First Marketing Hire Planning Guide
(For Scale-Ups Hiring Their First or Early Marketing Roles)
Hiring your first marketing role can make or break your next stage of growth.
Move too early, too junior, or too unfocused, and you risk burning time and budget without results.
Move too late, or too senior, and you risk misaligned expectations and wasted salaries.
This guide will help you match the right marketing hire to your current company stage, so you can scale smart, not slow.
Stage 1: Early Scaling (35–75 Employees)
Common Reality:
Sales-led growth has brought you to this point.
Marketing efforts so far are ad hoc: founders posting on LinkedIn, maybe basic paid ads.
No formalized marketing system in place.
What You Need Now:
Create repeatable demand generation
Establish baseline brand awareness
Support the sales team with better materials and inbound leads
Best Hire:
→ Marketing Generalist (Title examples: Marketing Manager, Growth Marketer)
Profile:
Hands-on doer who can handle multiple channels
Strong in execution: email, basic paid ads, landing pages, content creation
Analytical enough to track what works without needing heavy infrastructure
Red Flags to Avoid:
Pure strategists (too early for just “thinking”)
Overly specialized marketers (e.g., pure SEO or pure brand)
Main KPIs:
Lead volume growth
Cost per lead acquisition
Website traffic and engagement
Stage 2: Early Go-To-Market Maturity (75–150 Employees)
Common Reality:
Some brand awareness exists.
Marketing and sales activities still operate somewhat separately.
Need to start layering sophistication into the funnel.
What You Need Now:
Build predictable, scalable demand generation
Start segmenting and optimizing audiences
Formalize messaging and positioning across channels
Best Hire:
→ Demand Generation Specialist or Content Marketer
Profile:
Demand Gen: Strong in campaign execution, A/B testing, paid channels, CRM/email workflows
Content Marketer: Strong writer and strategist who can turn messaging into revenue-driving content
Optional Addition:
Hire a Freelance Designer if visual brand work is becoming a bottleneck.
Red Flags to Avoid:
"Brand-only" marketers (still too early to focus 90% on top-funnel brand building)
Heavy reliance on agency outsourcing without internal accountability
Main KPIs:
Marketing-sourced pipeline
Conversion rates through the funnel
Cost per acquisition (customer and lead)
Stage 3: Growth Engine Building (150–300 Employees)
Common Reality:
Product-market fit is solid.
Scaling plans are aggressive.
You need channel ownership and specialization.
What You Need Now:
Deepen marketing specialization (e.g., SEO, Paid, Product Marketing)
Align tighter with revenue and customer success teams
Move toward marketing as a revenue engine, not just lead gen
Best Hires:
→ Marketing Operations Manager
→ Product Marketing Manager
→ Performance Marketer (Paid ads, analytics-driven)
Profile:
Deep expertise in at least one key channel or function
Understands marketing-sales alignment (e.g., supports Account Based Marketing, Sales Enablement)
Comfort with data-driven marketing and tooling (HubSpot, Salesforce, marketing analytics dashboards)
Red Flags to Avoid:
Hiring “for brand” before nailing down revenue-driving systems
Overbuilding team without clear role definitions and ownership areas
Main KPIs:
Contribution to revenue targets
Retention/churn rates influenced by marketing messaging
CAC vs. LTV metrics
Bonus: Mistakes to Avoid When Hiring Early Marketing
Mistake 1:
Hiring a CMO too early.
You don’t need a 200k/year strategist when you’re still figuring out channels. You need execution.
Mistake 2:
Expecting one person to master every marketing channel.
Nobody can flawlessly run SEO, paid ads, email nurture, PR, branding, content marketing alone. Hire realistic generalists early, then specialize.
Mistake 3:
Underestimating the need for content.
Even if you are outbound-heavy now, long-term brand and inbound content strategies will save your CAC. Make sure your early marketer can write or manage writing.
Mistake 4:
Not aligning sales and marketing early enough.
Marketing cannot work in isolation.
Your first marketer should be tied into sales team feedback loops immediately.
Final Thought
Your first few marketing hires will define how fast and efficiently you scale.
Be deliberate. Match the role to your growth stage, not your vanity dreams of a big "VPMarketing" title.
Hire builders, thinkers, and doers, in that order.
Or, to put it even simpler:
Don’t hire for where you want to be in 5 years.
Hire for where you need to be 6 months from now.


Work required: Write out word for word the lines from the one holding "What's the underlying" through the end of the data, and only those lines. Pictures stay out.
^^^^
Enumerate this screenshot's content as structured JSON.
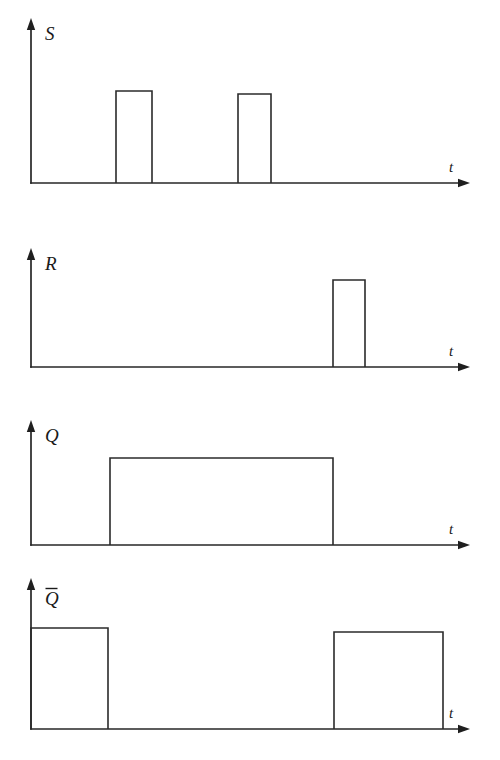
{
  "figure": {
    "background_color": "#ffffff",
    "line_color": "#2b2b2b",
    "label_color": "#1a1a1a",
    "width": 500,
    "height": 760
  },
  "panels": [
    {
      "id": "s",
      "signal_label": "S",
      "overline": false,
      "time_axis_label": "t",
      "axis": {
        "origin_x": 31,
        "baseline_y": 183,
        "v_axis_top_y": 18,
        "h_axis_end_x": 470
      },
      "high_y": 91,
      "label_x": 45,
      "label_y": 40,
      "t_label_x": 449,
      "t_label_y": 172,
      "pulses": [
        {
          "start_x": 116,
          "end_x": 152,
          "top_y": 91
        },
        {
          "start_x": 238,
          "end_x": 271,
          "top_y": 94
        }
      ],
      "starts_high": false,
      "ends_high": false
    },
    {
      "id": "r",
      "signal_label": "R",
      "overline": false,
      "time_axis_label": "t",
      "axis": {
        "origin_x": 31,
        "baseline_y": 367,
        "v_axis_top_y": 248,
        "h_axis_end_x": 470
      },
      "high_y": 280,
      "label_x": 45,
      "label_y": 270,
      "t_label_x": 449,
      "t_label_y": 356,
      "pulses": [
        {
          "start_x": 333,
          "end_x": 365,
          "top_y": 280
        }
      ],
      "starts_high": false,
      "ends_high": false
    },
    {
      "id": "q",
      "signal_label": "Q",
      "overline": false,
      "time_axis_label": "t",
      "axis": {
        "origin_x": 31,
        "baseline_y": 545,
        "v_axis_top_y": 420,
        "h_axis_end_x": 470
      },
      "high_y": 458,
      "label_x": 45,
      "label_y": 442,
      "t_label_x": 449,
      "t_label_y": 534,
      "pulses": [
        {
          "start_x": 110,
          "end_x": 333,
          "top_y": 458
        }
      ],
      "starts_high": false,
      "ends_high": false
    },
    {
      "id": "qbar",
      "signal_label": "Q",
      "overline": true,
      "time_axis_label": "t",
      "axis": {
        "origin_x": 31,
        "baseline_y": 729,
        "v_axis_top_y": 578,
        "h_axis_end_x": 470
      },
      "high_y": 628,
      "label_x": 45,
      "label_y": 605,
      "t_label_x": 449,
      "t_label_y": 718,
      "pulses": [
        {
          "start_x": 31,
          "end_x": 108,
          "top_y": 628
        },
        {
          "start_x": 334,
          "end_x": 443,
          "top_y": 632
        }
      ],
      "starts_high": true,
      "ends_high": true
    }
  ],
  "chart_data": {
    "type": "line",
    "xlabel": "t",
    "ylabel": "",
    "grid": false,
    "legend": "none",
    "x_range": [
      31,
      470
    ],
    "y_levels": {
      "low": 0,
      "high": 1
    },
    "series": [
      {
        "name": "S",
        "type": "digital",
        "initial_level": 0,
        "transitions": [
          {
            "x": 116,
            "level": 1
          },
          {
            "x": 152,
            "level": 0
          },
          {
            "x": 238,
            "level": 1
          },
          {
            "x": 271,
            "level": 0
          }
        ],
        "values": [
          0,
          1,
          0,
          1,
          0
        ]
      },
      {
        "name": "R",
        "type": "digital",
        "initial_level": 0,
        "transitions": [
          {
            "x": 333,
            "level": 1
          },
          {
            "x": 365,
            "level": 0
          }
        ],
        "values": [
          0,
          1,
          0
        ]
      },
      {
        "name": "Q",
        "type": "digital",
        "initial_level": 0,
        "transitions": [
          {
            "x": 110,
            "level": 1
          },
          {
            "x": 333,
            "level": 0
          }
        ],
        "values": [
          0,
          1,
          0
        ]
      },
      {
        "name": "Q̄",
        "type": "digital",
        "initial_level": 1,
        "transitions": [
          {
            "x": 108,
            "level": 0
          },
          {
            "x": 334,
            "level": 1
          }
        ],
        "values": [
          1,
          0,
          1
        ]
      }
    ]
  }
}
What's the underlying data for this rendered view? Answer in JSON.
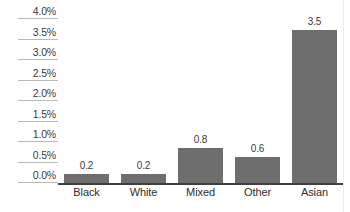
{
  "chart_data": {
    "type": "bar",
    "title": "",
    "subtitle": "",
    "xlabel": "",
    "ylabel": "",
    "categories": [
      "Black",
      "White",
      "Mixed",
      "Other",
      "Asian"
    ],
    "values": [
      0.2,
      0.2,
      0.8,
      0.6,
      3.5
    ],
    "value_labels": [
      "0.2",
      "0.2",
      "0.8",
      "0.6",
      "3.5"
    ],
    "ylim": [
      0,
      4.0
    ],
    "ytick_values": [
      4.0,
      3.5,
      3.0,
      2.5,
      2.0,
      1.5,
      1.0,
      0.5,
      0.0
    ],
    "ytick_labels": [
      "4.0%",
      "3.5%",
      "3.0%",
      "2.5%",
      "2.0%",
      "1.5%",
      "1.0%",
      "0.5%",
      "0.0%"
    ],
    "grid": false,
    "tick_rules": true,
    "legend": null,
    "legend_position": "none",
    "colors": {
      "bar_fill": "#6e6e6e",
      "axis_line": "#3f3f3f",
      "tick_rule": "#b9b9b9",
      "tick_label_text": "#3b3b3b",
      "category_text": "#2e2e2e",
      "background": "#ffffff"
    }
  }
}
^^^^
Written answer:
What's the underlying data for this rendered view? Answer in JSON.
{
  "chart_data": {
    "type": "bar",
    "title": "",
    "subtitle": "",
    "xlabel": "",
    "ylabel": "",
    "categories": [
      "Black",
      "White",
      "Mixed",
      "Other",
      "Asian"
    ],
    "values": [
      0.2,
      0.2,
      0.8,
      0.6,
      3.5
    ],
    "value_labels": [
      "0.2",
      "0.2",
      "0.8",
      "0.6",
      "3.5"
    ],
    "ylim": [
      0,
      4.0
    ],
    "ytick_values": [
      4.0,
      3.5,
      3.0,
      2.5,
      2.0,
      1.5,
      1.0,
      0.5,
      0.0
    ],
    "ytick_labels": [
      "4.0%",
      "3.5%",
      "3.0%",
      "2.5%",
      "2.0%",
      "1.5%",
      "1.0%",
      "0.5%",
      "0.0%"
    ],
    "grid": false,
    "tick_rules": true,
    "legend": null,
    "legend_position": "none",
    "colors": {
      "bar_fill": "#6e6e6e",
      "axis_line": "#3f3f3f",
      "tick_rule": "#b9b9b9",
      "tick_label_text": "#3b3b3b",
      "category_text": "#2e2e2e",
      "background": "#ffffff"
    }
  }
}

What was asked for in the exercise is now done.